John Ferry
The SNP-Green alliance is a victory for the cranks
The SNP’s nationalist outriders, the Scottish Green party, are reported to be within touching distance of agreeing the terms of a formal cooperation agreement that will see them enter government for the first time. What will this mean for Scotland and its governing party?
On the face of it, not a great deal. Some Green MSPs (the party has seven, including co-leaders Lorna Slater and Patrick Harvie) will get ministerial posts but will have minimal impact on SNP policy, which will likely remain tightly controlled by Sturgeon and her inner sanctum. The SNP will hope that the optics of hooking up with the Greens will boost their environmental credentials in the build-up to the Cop26 conference in Glasgow. This matters for a party that favours style over substance and narrative over progress, but in the real world it will change nothing.
On the constitution, the fundamentals won’t have changed. Boris Johnson can credibly continue to say ‘now is not the time’ for another referendum while opinion polls show a majority of Scots neither want independence nor another vote anytime soon. The Greens in government won’t change that.
There could be other consequences to bringing the Greens into the fold though. It will see advocates of modern monetary theory (MMT) in government for the first time, which could have implications for Sturgeon when it comes to building a credible economic case for secession; her ability to maintain authority over the nationalist movement; and perhaps even on internal SNP party discipline.
Scottish Green co-leader Lorna Slater is a big fan of MMT, the theory that countries in control of their own currency don’t have to worry about budget constraints, they just have to control inflation using tax and spend powers while maximising economic activity. In March, for instance, Slater tweeted: ‘Economies do have limits, but if you have your own currency, money isn’t one.’
In certain respects MMT provides a useful (although not original) way to think about how state finances work, in that it establishes a framework which demonstrates how governments have a lot of budget flexibility. But many economists have also pointed out problems with it and voiced fears it would be destabilising if adopted. For now at least it remains on the fringes.
The Greens want to see an independent Scotland launch its own currency before fully embracing MMT. They see it as the magic formula needed to remove Scotland from the UK without causing economic catastrophe. Why worry about a deficit or the costs of setting up a new state when taxes aren’t needed to pay for government spending, and when the state as a currency issuer can pay for everything you need?
The problem here is that the Greens have failed to take account of a key aspect of MMT, which is the degree of monetary sovereignty a country has. Large countries with their own free-floating currencies have a high degree of monetary sovereignty and have a free hand to adopt MMT, says the theory. Those constrained by currency pegs or foreign currency debt less so.
By any account an independent Scotland would start off with a very large sterling currency debt commitment to the remaining UK after accepting an effective fair share of the national debt liability. That means the new state would not have the degree of monetary sovereignty the US or the UK has. Even in MMT world there would be budget constraints.
The Greens could argue that Scotland can always reject a debt commitment from the remaining UK - Slater has discussed this idea enthusiastically. This is a controversial position to take when the UK government has just borrowed record amounts to pay for a vaccine programme and economic bailout that has saved countless lives in Scotland and kept the economy afloat. The Scottish Greens might be morally comfortable with the idea of a newly independent Scotland leaving that debt for the rest of the UK to deal with, but you would hope the people of Scotland would take a more honourable position.
The Green’s MMT argument is therefore based on a fantasy: that an independent Scotland can start off debt free.
The delusion that MMT is the key to separation isn’t just confined to the Greens though. It is also being promoted by sections of the SNP who want Sturgeon to drop her commitment to ‘sterlingisation’ – unofficially using sterling post independence. The Greens pushing that agenda in government could strengthen their hand. The crankiness of it all could also further weaken the SNP’s credibility when trying to make the economic case for separation, which already has more holes in it than a Scottish government freedom of information response.
The Greens in government might give the SNP a short-term optics boost, but longer term there could be other not so pleasant implications for Sturgeon.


What you should do:
Set down the data below word for word, and leave the images aside.

[Data entries for graphics]
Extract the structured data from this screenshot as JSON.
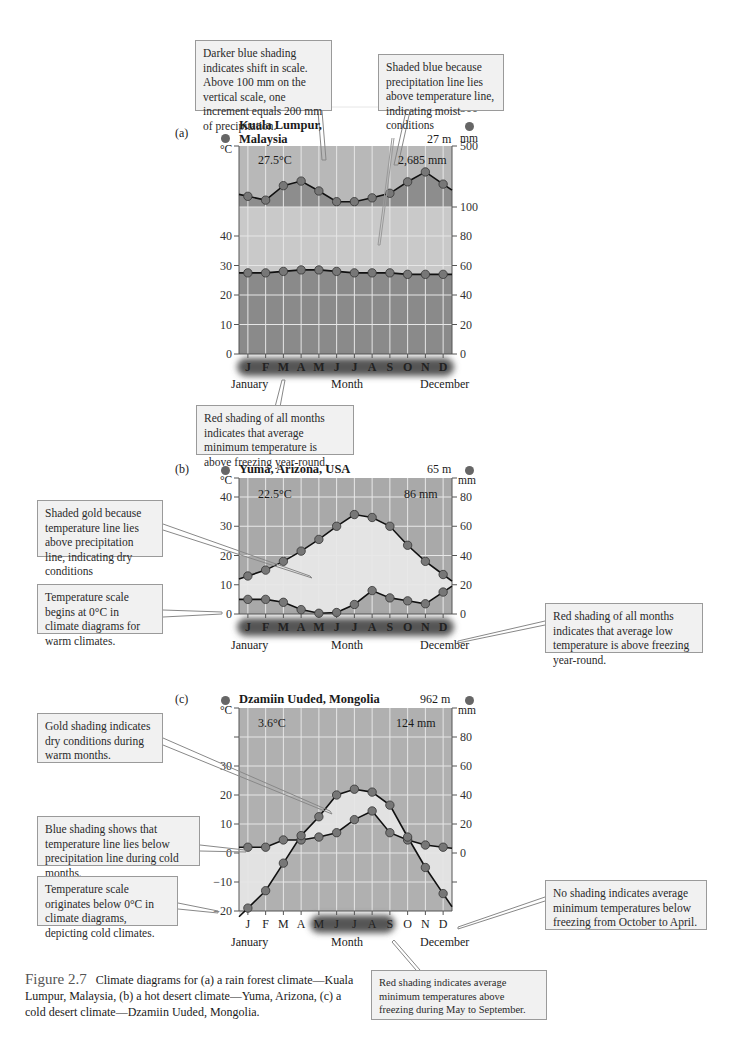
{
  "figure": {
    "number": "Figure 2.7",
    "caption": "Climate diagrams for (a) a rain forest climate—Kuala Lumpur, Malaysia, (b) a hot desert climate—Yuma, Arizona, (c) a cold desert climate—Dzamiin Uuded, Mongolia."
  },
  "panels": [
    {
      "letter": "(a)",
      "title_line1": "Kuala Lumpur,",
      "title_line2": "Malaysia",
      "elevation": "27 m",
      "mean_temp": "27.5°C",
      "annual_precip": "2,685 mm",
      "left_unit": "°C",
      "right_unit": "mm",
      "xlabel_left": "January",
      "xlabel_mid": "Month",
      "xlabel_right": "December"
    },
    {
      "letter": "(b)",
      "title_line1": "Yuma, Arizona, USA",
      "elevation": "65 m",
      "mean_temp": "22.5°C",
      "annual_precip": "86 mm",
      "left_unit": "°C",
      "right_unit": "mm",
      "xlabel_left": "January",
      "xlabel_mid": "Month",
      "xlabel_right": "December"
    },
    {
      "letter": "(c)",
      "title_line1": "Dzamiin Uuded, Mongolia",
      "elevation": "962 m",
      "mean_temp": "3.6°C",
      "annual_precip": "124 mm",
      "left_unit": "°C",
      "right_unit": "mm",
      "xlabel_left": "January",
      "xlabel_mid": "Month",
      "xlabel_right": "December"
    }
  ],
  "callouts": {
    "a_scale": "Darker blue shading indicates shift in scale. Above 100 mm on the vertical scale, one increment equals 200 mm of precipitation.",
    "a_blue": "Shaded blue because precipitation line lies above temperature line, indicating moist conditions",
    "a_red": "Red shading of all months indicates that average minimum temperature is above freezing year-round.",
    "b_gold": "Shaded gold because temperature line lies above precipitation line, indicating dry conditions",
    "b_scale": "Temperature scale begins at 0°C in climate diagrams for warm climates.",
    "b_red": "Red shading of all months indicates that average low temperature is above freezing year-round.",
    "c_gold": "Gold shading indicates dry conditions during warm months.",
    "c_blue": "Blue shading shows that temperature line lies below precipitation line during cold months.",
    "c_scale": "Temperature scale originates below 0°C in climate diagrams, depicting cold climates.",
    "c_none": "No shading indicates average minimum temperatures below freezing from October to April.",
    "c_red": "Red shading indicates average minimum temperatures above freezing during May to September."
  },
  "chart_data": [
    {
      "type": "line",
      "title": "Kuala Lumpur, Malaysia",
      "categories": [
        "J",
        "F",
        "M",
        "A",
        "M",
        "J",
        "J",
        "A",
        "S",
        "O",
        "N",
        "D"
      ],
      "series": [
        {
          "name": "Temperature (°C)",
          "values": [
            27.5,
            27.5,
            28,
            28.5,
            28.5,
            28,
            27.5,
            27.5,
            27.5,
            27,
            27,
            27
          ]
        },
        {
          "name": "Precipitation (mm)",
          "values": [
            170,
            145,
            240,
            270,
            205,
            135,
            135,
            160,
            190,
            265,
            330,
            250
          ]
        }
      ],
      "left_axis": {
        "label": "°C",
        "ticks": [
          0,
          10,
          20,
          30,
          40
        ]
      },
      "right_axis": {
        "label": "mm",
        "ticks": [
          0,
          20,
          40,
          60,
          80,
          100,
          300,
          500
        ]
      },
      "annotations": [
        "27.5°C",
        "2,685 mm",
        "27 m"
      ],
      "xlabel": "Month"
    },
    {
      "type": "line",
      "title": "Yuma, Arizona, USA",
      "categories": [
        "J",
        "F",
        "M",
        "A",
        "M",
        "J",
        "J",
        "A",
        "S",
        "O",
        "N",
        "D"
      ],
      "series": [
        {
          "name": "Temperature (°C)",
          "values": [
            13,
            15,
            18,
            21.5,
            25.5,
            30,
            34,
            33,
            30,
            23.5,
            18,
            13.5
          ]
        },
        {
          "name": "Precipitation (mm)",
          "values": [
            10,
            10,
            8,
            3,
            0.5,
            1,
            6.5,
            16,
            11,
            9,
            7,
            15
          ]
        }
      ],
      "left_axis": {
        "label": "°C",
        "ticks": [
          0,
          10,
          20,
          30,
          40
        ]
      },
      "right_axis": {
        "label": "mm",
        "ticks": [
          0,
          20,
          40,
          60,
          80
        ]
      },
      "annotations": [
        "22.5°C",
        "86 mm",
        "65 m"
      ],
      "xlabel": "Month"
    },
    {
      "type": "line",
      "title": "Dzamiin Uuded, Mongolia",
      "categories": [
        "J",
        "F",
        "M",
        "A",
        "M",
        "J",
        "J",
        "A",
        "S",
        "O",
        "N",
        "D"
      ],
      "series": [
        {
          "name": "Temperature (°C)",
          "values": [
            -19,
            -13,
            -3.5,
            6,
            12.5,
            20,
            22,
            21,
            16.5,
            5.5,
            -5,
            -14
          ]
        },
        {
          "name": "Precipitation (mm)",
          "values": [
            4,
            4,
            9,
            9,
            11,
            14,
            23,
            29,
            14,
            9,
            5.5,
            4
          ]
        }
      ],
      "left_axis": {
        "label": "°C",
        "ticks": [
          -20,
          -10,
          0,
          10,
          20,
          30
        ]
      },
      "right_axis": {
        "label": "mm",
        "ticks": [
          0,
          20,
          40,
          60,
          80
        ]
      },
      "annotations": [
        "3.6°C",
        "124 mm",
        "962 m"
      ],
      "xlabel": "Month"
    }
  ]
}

Your solution:
Extract the structured data from this screenshot as JSON.
{
  "figure": {
    "number": "Figure 2.7",
    "caption": "Climate diagrams for (a) a rain forest climate—Kuala Lumpur, Malaysia, (b) a hot desert climate—Yuma, Arizona, (c) a cold desert climate—Dzamiin Uuded, Mongolia."
  },
  "panels": [
    {
      "letter": "(a)",
      "title_line1": "Kuala Lumpur,",
      "title_line2": "Malaysia",
      "elevation": "27 m",
      "mean_temp": "27.5°C",
      "annual_precip": "2,685 mm",
      "left_unit": "°C",
      "right_unit": "mm",
      "xlabel_left": "January",
      "xlabel_mid": "Month",
      "xlabel_right": "December"
    },
    {
      "letter": "(b)",
      "title_line1": "Yuma, Arizona, USA",
      "elevation": "65 m",
      "mean_temp": "22.5°C",
      "annual_precip": "86 mm",
      "left_unit": "°C",
      "right_unit": "mm",
      "xlabel_left": "January",
      "xlabel_mid": "Month",
      "xlabel_right": "December"
    },
    {
      "letter": "(c)",
      "title_line1": "Dzamiin Uuded, Mongolia",
      "elevation": "962 m",
      "mean_temp": "3.6°C",
      "annual_precip": "124 mm",
      "left_unit": "°C",
      "right_unit": "mm",
      "xlabel_left": "January",
      "xlabel_mid": "Month",
      "xlabel_right": "December"
    }
  ],
  "callouts": {
    "a_scale": "Darker blue shading indicates shift in scale. Above 100 mm on the vertical scale, one increment equals 200 mm of precipitation.",
    "a_blue": "Shaded blue because precipitation line lies above temperature line, indicating moist conditions",
    "a_red": "Red shading of all months indicates that average minimum temperature is above freezing year-round.",
    "b_gold": "Shaded gold because temperature line lies above precipitation line, indicating dry conditions",
    "b_scale": "Temperature scale begins at 0°C in climate diagrams for warm climates.",
    "b_red": "Red shading of all months indicates that average low temperature is above freezing year-round.",
    "c_gold": "Gold shading indicates dry conditions during warm months.",
    "c_blue": "Blue shading shows that temperature line lies below precipitation line during cold months.",
    "c_scale": "Temperature scale originates below 0°C in climate diagrams, depicting cold climates.",
    "c_none": "No shading indicates average minimum temperatures below freezing from October to April.",
    "c_red": "Red shading indicates average minimum temperatures above freezing during May to September."
  },
  "chart_data": [
    {
      "type": "line",
      "title": "Kuala Lumpur, Malaysia",
      "categories": [
        "J",
        "F",
        "M",
        "A",
        "M",
        "J",
        "J",
        "A",
        "S",
        "O",
        "N",
        "D"
      ],
      "series": [
        {
          "name": "Temperature (°C)",
          "values": [
            27.5,
            27.5,
            28,
            28.5,
            28.5,
            28,
            27.5,
            27.5,
            27.5,
            27,
            27,
            27
          ]
        },
        {
          "name": "Precipitation (mm)",
          "values": [
            170,
            145,
            240,
            270,
            205,
            135,
            135,
            160,
            190,
            265,
            330,
            250
          ]
        }
      ],
      "left_axis": {
        "label": "°C",
        "ticks": [
          0,
          10,
          20,
          30,
          40
        ]
      },
      "right_axis": {
        "label": "mm",
        "ticks": [
          0,
          20,
          40,
          60,
          80,
          100,
          300,
          500
        ]
      },
      "annotations": [
        "27.5°C",
        "2,685 mm",
        "27 m"
      ],
      "xlabel": "Month"
    },
    {
      "type": "line",
      "title": "Yuma, Arizona, USA",
      "categories": [
        "J",
        "F",
        "M",
        "A",
        "M",
        "J",
        "J",
        "A",
        "S",
        "O",
        "N",
        "D"
      ],
      "series": [
        {
          "name": "Temperature (°C)",
          "values": [
            13,
            15,
            18,
            21.5,
            25.5,
            30,
            34,
            33,
            30,
            23.5,
            18,
            13.5
          ]
        },
        {
          "name": "Precipitation (mm)",
          "values": [
            10,
            10,
            8,
            3,
            0.5,
            1,
            6.5,
            16,
            11,
            9,
            7,
            15
          ]
        }
      ],
      "left_axis": {
        "label": "°C",
        "ticks": [
          0,
          10,
          20,
          30,
          40
        ]
      },
      "right_axis": {
        "label": "mm",
        "ticks": [
          0,
          20,
          40,
          60,
          80
        ]
      },
      "annotations": [
        "22.5°C",
        "86 mm",
        "65 m"
      ],
      "xlabel": "Month"
    },
    {
      "type": "line",
      "title": "Dzamiin Uuded, Mongolia",
      "categories": [
        "J",
        "F",
        "M",
        "A",
        "M",
        "J",
        "J",
        "A",
        "S",
        "O",
        "N",
        "D"
      ],
      "series": [
        {
          "name": "Temperature (°C)",
          "values": [
            -19,
            -13,
            -3.5,
            6,
            12.5,
            20,
            22,
            21,
            16.5,
            5.5,
            -5,
            -14
          ]
        },
        {
          "name": "Precipitation (mm)",
          "values": [
            4,
            4,
            9,
            9,
            11,
            14,
            23,
            29,
            14,
            9,
            5.5,
            4
          ]
        }
      ],
      "left_axis": {
        "label": "°C",
        "ticks": [
          -20,
          -10,
          0,
          10,
          20,
          30
        ]
      },
      "right_axis": {
        "label": "mm",
        "ticks": [
          0,
          20,
          40,
          60,
          80
        ]
      },
      "annotations": [
        "3.6°C",
        "124 mm",
        "962 m"
      ],
      "xlabel": "Month"
    }
  ]
}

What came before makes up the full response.